POISON IVY / POISON OAK
Poison Ivy (Spring) Poison Ivy (Fall) Poison OakPoison Ivy and Poison Oak both produce a highly toxic, thick honey-like syrup that can cause severe skin irritation. If you've ever eaten biscuits and honey, you know how you can sometimes end up with sticky spots in unexpected places that you may have inadvertently touched while there was honey on your fingers. Poison ivy toxin (urushiol) gets spread around in the same way; so anywhere you touch may become "contaminated" including your arms, face, eyelids, even a man's penis if he happens to touch it while the toxin is on his fingers. You can also be exposed by:
- Breathing smoke from burning poison ivy plants
- Weed-whacking poison ivy
- Touching the cut stems or vines of poison ivy
- Picking up piles of cut weeds that contain poison ivy
The first signs of skin irritation often appear in only hours, first on the more sensitive areas of skin and where the heaviest concentrations of toxin were deposited; but over the next few days many other areas of increasingly severe skin irritation may appear elsewhere on the body. This is not because the poison ivy/oak is "spreading".
A popular misconception is that poison ivy is spread by contact with the fluid from the blisters, but that is incorrect. The blisters contain only body fluid (the same kind of fluid that fills a simple blister on your heel); so this fluid cannot "spread" anything. The reason poison ivy eruptions seem to appear in crops over several days is that some areas of skin were more severely exposed than others; and those are the areas that erupt first, followed sometimes days later by eruptions in areas that were only lightly exposed to the toxin.
In addition to the local damaging effects of the urushiol, some people may actually develop an allergy to the toxin (the same way they might become allergic to strawberries or shellfish), and they can develop a secondary allergic rash over large areas of their body, even on areas which were never even exposed directly to the poison ivy.WHEN EXPOSURE TO POISON IVY/OAK IS A POSSIBILITY:
- Wear long pants, long sleeves, socks, shoes, and gloves. Avoid touching any uncovered parts of your body with your hands (wiping off sweat, etc.)
- As soon as you can, go into your laundry room and strip of all clothes including your underwear, put everything including tennis shoes into the washer, add soap, and start the cycle. Then...
- Take a hot shower with soap and water. This will remove any remaining toxin from the surface of your skin and prevent any further exposure.
IMPORTANT POINTS TO REMEMBER:
- Don't make the mistake of removing your clothes in the bathroom, taking a shower, and then handling your clothes again. This would re-contaminate your skin with the toxin, and it would remain there for the next 24 hours, doing more of its dirty work until your next shower.
- Be aware that pets can pick up the toxin on their fur if they run through poison ivy; so you might want to consider a bath for them as well.
IF A RASH BEGINS TO APPEAR:
The first thing to try is an over-the-counter medication called Zanfel, a topical treatment that removes urushiol from the upper (dermal) skin layer, thereby relieving the itching and rash associated with an outbreak of poison ivy. Most patients experience relief within 30 seconds of application, and the rash will begin to subside within hours. (See the Zanfel website for more information).
- If you do not experience significant relief within an hour or two, call our office immediately because there are a variety of treatments we can use to minimize the itching and further spread of the eruptions. Don't wait to see "how bad it's going to get" before calling because your recovery time is going to be prolonged depending on how severe you allow the rash to become before effective medical treatment is started.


## ACTION ITEM
Nothing but the lines from the one containing "Establish where *car* is." through the last line of the entries should appear in the output, each verbatim.

Saved entries
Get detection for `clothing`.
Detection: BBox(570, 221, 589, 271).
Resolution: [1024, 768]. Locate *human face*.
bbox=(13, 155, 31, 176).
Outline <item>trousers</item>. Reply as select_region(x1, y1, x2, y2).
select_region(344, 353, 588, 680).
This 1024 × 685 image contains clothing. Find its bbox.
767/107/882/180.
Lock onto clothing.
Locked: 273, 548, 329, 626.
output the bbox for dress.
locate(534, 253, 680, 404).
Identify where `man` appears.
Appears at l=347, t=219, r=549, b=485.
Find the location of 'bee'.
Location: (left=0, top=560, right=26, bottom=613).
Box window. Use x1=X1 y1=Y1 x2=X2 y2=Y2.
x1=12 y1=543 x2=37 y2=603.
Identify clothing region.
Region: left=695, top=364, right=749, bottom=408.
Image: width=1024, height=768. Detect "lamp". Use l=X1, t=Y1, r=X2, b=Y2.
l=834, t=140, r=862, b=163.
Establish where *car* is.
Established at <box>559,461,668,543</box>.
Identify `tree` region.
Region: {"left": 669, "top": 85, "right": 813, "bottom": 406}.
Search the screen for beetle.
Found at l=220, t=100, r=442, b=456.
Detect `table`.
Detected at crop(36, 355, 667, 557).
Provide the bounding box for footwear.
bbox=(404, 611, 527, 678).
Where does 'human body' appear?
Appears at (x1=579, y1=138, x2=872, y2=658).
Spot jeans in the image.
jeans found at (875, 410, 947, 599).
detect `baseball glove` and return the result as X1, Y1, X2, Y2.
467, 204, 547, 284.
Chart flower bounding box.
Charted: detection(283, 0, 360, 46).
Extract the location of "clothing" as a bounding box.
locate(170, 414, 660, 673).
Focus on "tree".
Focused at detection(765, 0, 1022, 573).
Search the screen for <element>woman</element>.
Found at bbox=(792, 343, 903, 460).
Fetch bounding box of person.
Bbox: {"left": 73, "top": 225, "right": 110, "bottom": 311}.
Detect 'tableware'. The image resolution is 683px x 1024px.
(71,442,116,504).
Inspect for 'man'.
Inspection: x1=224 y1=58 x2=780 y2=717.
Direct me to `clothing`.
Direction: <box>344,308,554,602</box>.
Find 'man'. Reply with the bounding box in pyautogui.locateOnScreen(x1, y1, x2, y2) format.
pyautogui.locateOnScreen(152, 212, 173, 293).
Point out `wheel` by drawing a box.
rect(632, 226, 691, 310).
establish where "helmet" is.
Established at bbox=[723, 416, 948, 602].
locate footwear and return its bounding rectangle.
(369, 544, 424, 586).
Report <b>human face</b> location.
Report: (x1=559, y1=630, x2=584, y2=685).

## WRITTEN REPLY
Establish where *car* is.
Established at <box>559,461,668,543</box>.
Identify `tree` region.
Region: {"left": 669, "top": 85, "right": 813, "bottom": 406}.
Search the screen for beetle.
Found at l=220, t=100, r=442, b=456.
Detect `table`.
Detected at crop(36, 355, 667, 557).
Provide the bounding box for footwear.
bbox=(404, 611, 527, 678).
Where does 'human body' appear?
Appears at (x1=579, y1=138, x2=872, y2=658).
Spot jeans in the image.
jeans found at (875, 410, 947, 599).
detect `baseball glove` and return the result as X1, Y1, X2, Y2.
467, 204, 547, 284.
Chart flower bounding box.
Charted: detection(283, 0, 360, 46).
Extract the location of "clothing" as a bounding box.
locate(170, 414, 660, 673).
Focus on "tree".
Focused at detection(765, 0, 1022, 573).
Search the screen for <element>woman</element>.
Found at bbox=(792, 343, 903, 460).
Fetch bounding box of person.
Bbox: {"left": 73, "top": 225, "right": 110, "bottom": 311}.
Detect 'tableware'. The image resolution is 683px x 1024px.
(71,442,116,504).
Inspect for 'man'.
Inspection: x1=224 y1=58 x2=780 y2=717.
Direct me to `clothing`.
Direction: <box>344,308,554,602</box>.
Find 'man'. Reply with the bounding box in pyautogui.locateOnScreen(x1, y1, x2, y2) format.
pyautogui.locateOnScreen(152, 212, 173, 293).
Point out `wheel` by drawing a box.
rect(632, 226, 691, 310).
establish where "helmet" is.
Established at bbox=[723, 416, 948, 602].
locate footwear and return its bounding rectangle.
(369, 544, 424, 586).
Report <b>human face</b> location.
Report: (x1=559, y1=630, x2=584, y2=685).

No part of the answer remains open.